Thinking about this oddly trackless place I find myself in just at the moment, it occurs to me that for all I, and so many other people, have written, there really isn't any such thing as a technique, or method, of prayer; still less is there such a thing as successful prayer. Real prayer is something God does with us, to us: he loves us, far beyond anything we might ordinarily understand as love. All we can do is be there, and all the methods and the disciplines, are simply ways of keeping us there, quiet, in the presence of God.
We must remember that prayer takes place at the deepest level of our person and escapes our direct cognition; therefore we can make no judgement about it. It is God's holy domain and we may not usurp it. We have to trust utterly to God... We must give up wanting assurances either from within or without...
...The Mass... is the supreme prayer, since it is the sacrament of Jesus' perfect prayer... Expressed in this sacrament is all that we mean by mystical prayer...
If we keep clearly before us the essence of prayer, if we truly want God, if we remain faithful to prayer and take the necessary trouble, there is nothing whatsoever to worry about, no matter how unsatisfactory our psychological experience of prayer. No guide is needed, for no one can teach us how to pray. All anyone can do for others is to bring them to the threshold of prayer but there, perforce, one must leave them. We cross the threshold of prayer in our unique solitariness. Above all, how we need to keep our eyes on Jesus!
Ruth Burrows OCD, Essence of Prayer pp. 6-7, 9, 32.
This is why, perhaps, I am so profoundly grateful for the Jesus Prayer. For me, it comes down to simply that, a means of coming before God with my eyes on Jesus, and with the pain of the broken on my heart. I need not worry myself as to the consequences, either to myself or to anyone else: Jesus is all in all, and I can never love anyone or anything as much as he does. I can trust him with my life, with my love, and with all the lives I love.
Let the same mind be in you that was in Christ Jesus, who, though he was in the form of God, did not regard equality with God as something to be exploited, but emptied himself, taking the form of a slave, being born in human likeness. And being found in human form, he humbled himself and became obedient to the point of death— even death on a cross. Therefore God also highly exalted him and gave him the name that is above every name, so that at the name of Jesus every knee should bend, in heaven and on earth and under the earth, and every tongue should confess that Jesus Christ is Lord, to the glory of God the Father.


## Your objective
Every entry is to be set down a second time, precisely as written.

## Dataset items
============================================================

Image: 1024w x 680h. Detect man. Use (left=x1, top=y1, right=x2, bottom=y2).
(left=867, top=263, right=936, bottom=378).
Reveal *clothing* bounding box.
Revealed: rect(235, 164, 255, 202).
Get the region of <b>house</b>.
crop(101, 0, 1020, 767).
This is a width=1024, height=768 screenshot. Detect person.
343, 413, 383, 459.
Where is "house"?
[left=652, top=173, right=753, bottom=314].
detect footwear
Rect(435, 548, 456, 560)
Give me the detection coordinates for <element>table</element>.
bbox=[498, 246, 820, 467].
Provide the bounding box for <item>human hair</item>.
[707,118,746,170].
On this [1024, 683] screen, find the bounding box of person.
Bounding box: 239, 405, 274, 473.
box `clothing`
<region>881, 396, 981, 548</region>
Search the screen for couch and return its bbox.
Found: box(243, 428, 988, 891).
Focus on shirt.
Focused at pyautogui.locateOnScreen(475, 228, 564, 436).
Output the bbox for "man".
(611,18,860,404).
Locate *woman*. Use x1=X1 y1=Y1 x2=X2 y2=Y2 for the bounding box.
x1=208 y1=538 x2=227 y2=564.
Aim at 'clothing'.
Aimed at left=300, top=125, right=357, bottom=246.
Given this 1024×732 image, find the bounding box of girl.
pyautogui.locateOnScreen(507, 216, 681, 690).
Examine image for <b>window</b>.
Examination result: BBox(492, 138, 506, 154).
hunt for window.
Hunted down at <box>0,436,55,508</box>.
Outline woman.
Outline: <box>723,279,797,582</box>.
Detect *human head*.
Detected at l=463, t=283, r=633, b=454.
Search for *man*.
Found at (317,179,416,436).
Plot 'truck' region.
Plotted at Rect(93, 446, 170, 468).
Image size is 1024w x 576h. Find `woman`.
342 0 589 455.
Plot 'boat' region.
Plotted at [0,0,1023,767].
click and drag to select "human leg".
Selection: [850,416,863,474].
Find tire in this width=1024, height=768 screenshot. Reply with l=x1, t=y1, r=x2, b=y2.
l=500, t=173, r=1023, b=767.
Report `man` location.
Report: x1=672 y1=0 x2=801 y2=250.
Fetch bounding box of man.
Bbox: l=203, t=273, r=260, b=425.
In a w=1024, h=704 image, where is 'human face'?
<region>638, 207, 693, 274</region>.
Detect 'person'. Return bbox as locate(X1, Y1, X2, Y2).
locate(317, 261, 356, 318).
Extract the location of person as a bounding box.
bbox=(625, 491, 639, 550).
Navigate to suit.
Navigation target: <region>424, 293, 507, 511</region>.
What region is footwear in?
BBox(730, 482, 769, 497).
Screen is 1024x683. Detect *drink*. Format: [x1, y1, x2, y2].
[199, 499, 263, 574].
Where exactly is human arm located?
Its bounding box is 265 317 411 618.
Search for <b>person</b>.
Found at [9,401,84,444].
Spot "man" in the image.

============================================================

## Solution to this exercise
Image: 1024w x 680h. Detect man. Use (left=x1, top=y1, right=x2, bottom=y2).
(left=867, top=263, right=936, bottom=378).
Reveal *clothing* bounding box.
Revealed: rect(235, 164, 255, 202).
Get the region of <b>house</b>.
crop(101, 0, 1020, 767).
This is a width=1024, height=768 screenshot. Detect person.
343, 413, 383, 459.
Where is "house"?
[left=652, top=173, right=753, bottom=314].
detect footwear
Rect(435, 548, 456, 560)
Give me the detection coordinates for <element>table</element>.
bbox=[498, 246, 820, 467].
Provide the bounding box for <item>human hair</item>.
[707,118,746,170].
On this [1024, 683] screen, find the bounding box of person.
Bounding box: 239, 405, 274, 473.
box `clothing`
<region>881, 396, 981, 548</region>
Search the screen for couch and return its bbox.
Found: box(243, 428, 988, 891).
Focus on shirt.
Focused at pyautogui.locateOnScreen(475, 228, 564, 436).
Output the bbox for "man".
(611,18,860,404).
Locate *woman*. Use x1=X1 y1=Y1 x2=X2 y2=Y2 for the bounding box.
x1=208 y1=538 x2=227 y2=564.
Aim at 'clothing'.
Aimed at left=300, top=125, right=357, bottom=246.
Given this 1024×732 image, find the bounding box of girl.
pyautogui.locateOnScreen(507, 216, 681, 690).
Examine image for <b>window</b>.
Examination result: BBox(492, 138, 506, 154).
hunt for window.
Hunted down at <box>0,436,55,508</box>.
Outline woman.
Outline: <box>723,279,797,582</box>.
Detect *human head*.
Detected at l=463, t=283, r=633, b=454.
Search for *man*.
Found at (317,179,416,436).
Plot 'truck' region.
Plotted at Rect(93, 446, 170, 468).
Image size is 1024w x 576h. Find `woman`.
342 0 589 455.
Plot 'boat' region.
Plotted at [0,0,1023,767].
click and drag to select "human leg".
Selection: [850,416,863,474].
Find tire in this width=1024, height=768 screenshot. Reply with l=x1, t=y1, r=x2, b=y2.
l=500, t=173, r=1023, b=767.
Report `man` location.
Report: x1=672 y1=0 x2=801 y2=250.
Fetch bounding box of man.
Bbox: l=203, t=273, r=260, b=425.
In a w=1024, h=704 image, where is 'human face'?
<region>638, 207, 693, 274</region>.
Detect 'person'. Return bbox as locate(X1, Y1, X2, Y2).
locate(317, 261, 356, 318).
Extract the location of person as a bounding box.
bbox=(625, 491, 639, 550).
Navigate to suit.
Navigation target: <region>424, 293, 507, 511</region>.
What region is footwear in?
BBox(730, 482, 769, 497).
Screen is 1024x683. Detect *drink*. Format: [x1, y1, x2, y2].
[199, 499, 263, 574].
Where exactly is human arm located?
Its bounding box is 265 317 411 618.
Search for <b>person</b>.
Found at [9,401,84,444].
Spot "man" in the image.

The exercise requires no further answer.